Nazi Berlin of his children, the ravaged Berlin of 1945 and the reconstructed, divided Berlin of his grandchildren. All one and the same city, all within the space of one lifetime.
Within that period, there was half a century, from 1871 to 1918, during which Berlin bore the title of ‘imperial capital’. Standing on the banks of the Oder, fifty kilometres outside Berlin, one found oneself at the geographic centre of the German Empire, 600 kilometres from Aken and800 kilometres from Königsberg, the present-day Kaliningrad. Today that spot is marked by a Polish border post.
Berlin was the parvenu of Europe, but the city – with the frenetic energy of all newcomers – did everything it could to make up for its lagging behind London, Paris and Rome. Even today some of the neigh-bourhoods resemble a febrile European dream: a Jugendstil villa here, something a bit Venetian there, beside it a bit of Paris or Munich, with styles and shapes filched from all over the continent.

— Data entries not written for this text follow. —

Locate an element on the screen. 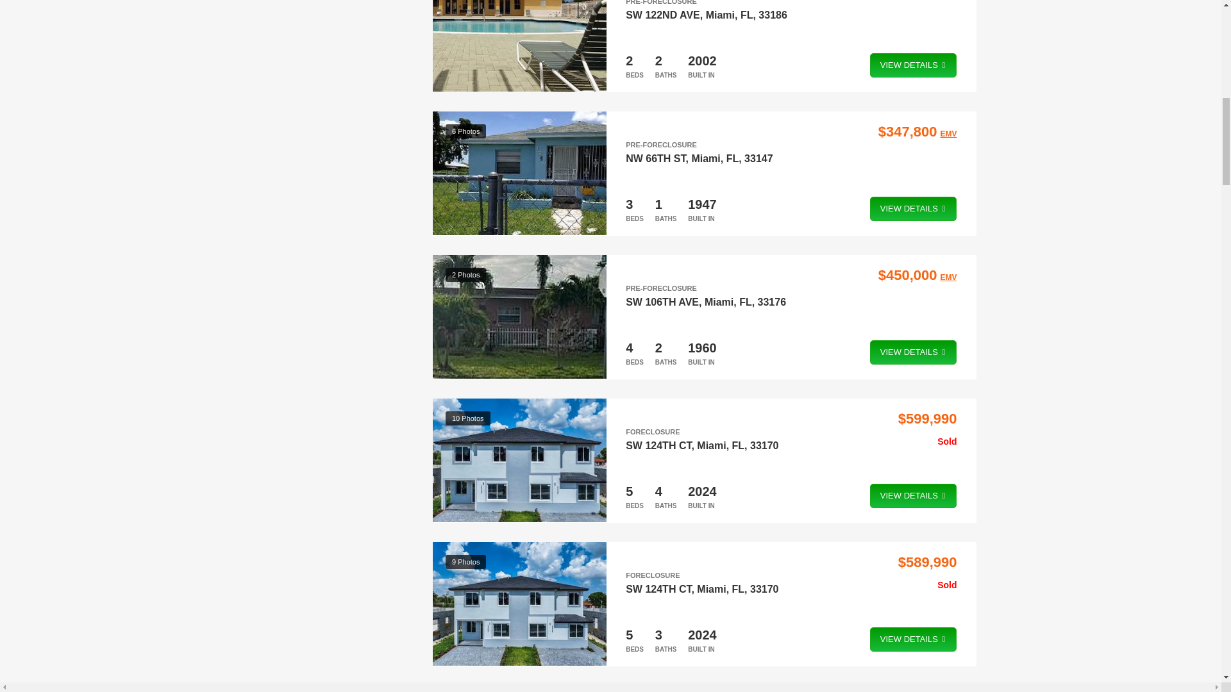  6 Photos is located at coordinates (519, 46).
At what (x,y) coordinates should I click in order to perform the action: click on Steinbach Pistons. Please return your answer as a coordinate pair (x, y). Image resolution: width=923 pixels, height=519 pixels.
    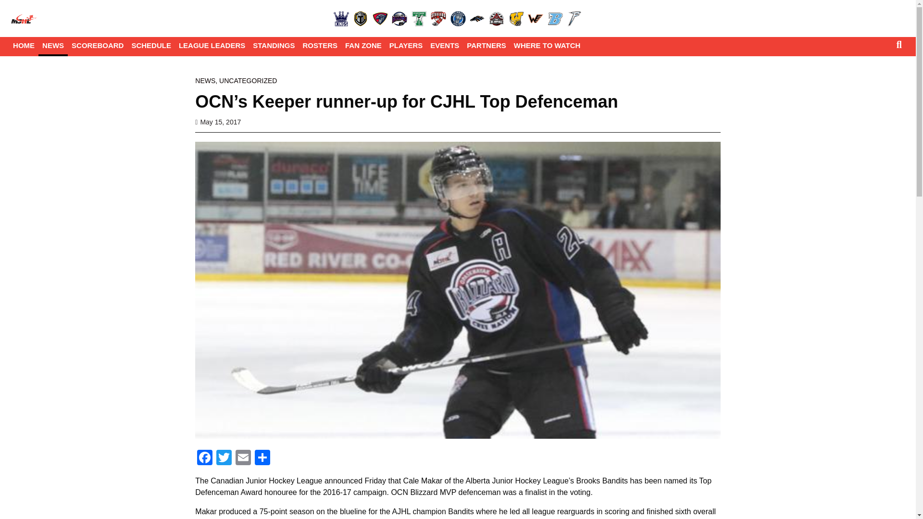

The myth of Berlin was fabricated as well: supposedly, the city had started out as a Germanic settlement, with the bear as its symbol and eponym. In actual fact, however, for the first 600 years of its existence Berlin was a purely Slavic village. Its name has nothing to do with bears, but with the Slavic word
brl
, meaning ‘swamp’. The actual connotation is something along the lines of ‘Swampy Place’, in Old Polish. Yet that, of course, is hardly the stuff of which a Great German historical tradition can be made.
I had come to Berlin aboard the TGV and the ICE, travelling at 300kph past the villages of northern France, past cows with dungy backsides, a woman hanging the laundry, a pensive hare in a bare field.
Next came the broad, stern German lowlands. We were cruising at 200 kph now. The passengers in the first-class compartment spoke only to their mobiles: ‘Yeah, put my name on that EP.’ ‘Take a look at whether that Fassinger order is already on the net.’
After Wuppertal, a group of skinheads settled in on the platform between compartments. They sat there smoking and drinking beer, occasionally breaking into raucous laughter and loud belching. Beans, goulash soup and potatoes with sausage were being served in the club car. The first-class passengers ate in silence. The skinheads and the restaurant personnel were the only ones who spoke. ‘Shit!’ the boys kept yelling at each other, ‘Shit! Shit!’ It was a grey day, an unremitting greyish-green, all the way from Paris to Berlin.
Now, from my room, I look out on a courtyard full of brown leaves, a part of the earth where no one ever walks, sits or plays, occupied only by a large tree grasping for light. Darkness is falling. There is snow in the air. The windows across the way are dark, except for one warm, yellow rectangle, behind which someone is writing at a table.
These are lovely, private surroundings, excellent for getting some work done on my dispatches or doing a little background reading. For days I have been immersed in the diary of Käthe Kollwitz: sculptress and cartoonist for the satirical weekly
Simplicissimus
; wife of the social democrat general practitioner Karl Kollwitz; mother of two sons, Hans and Peter. A vivacious woman who was gradually tethered to earth by life at respectable Weissenburger Strasse 25. Here, to quote a few of her entries, is how she saw Berlin at the time:
8 September, 1909
Went with Peter to Tempelhof airfield yesterday. Wright flew for fifty-two minutes. He looked handsome, and seemed sure of himself. Once Wright had flown by, a little boy asked: ‘Is he real? I thought he was glued to it.’ The North Pole was discovered by both Cook
and
Peary.
30 November, 1909
With Karl and Hans to the third Sombart reading, which was about whether there was such a thing as a Jewish essence, and if so what that might be … He talked about ghetto Jews and non-ghetto Jews. Why are the Spanish Jews, who are of pure Semitic origin, not ghetto Jews?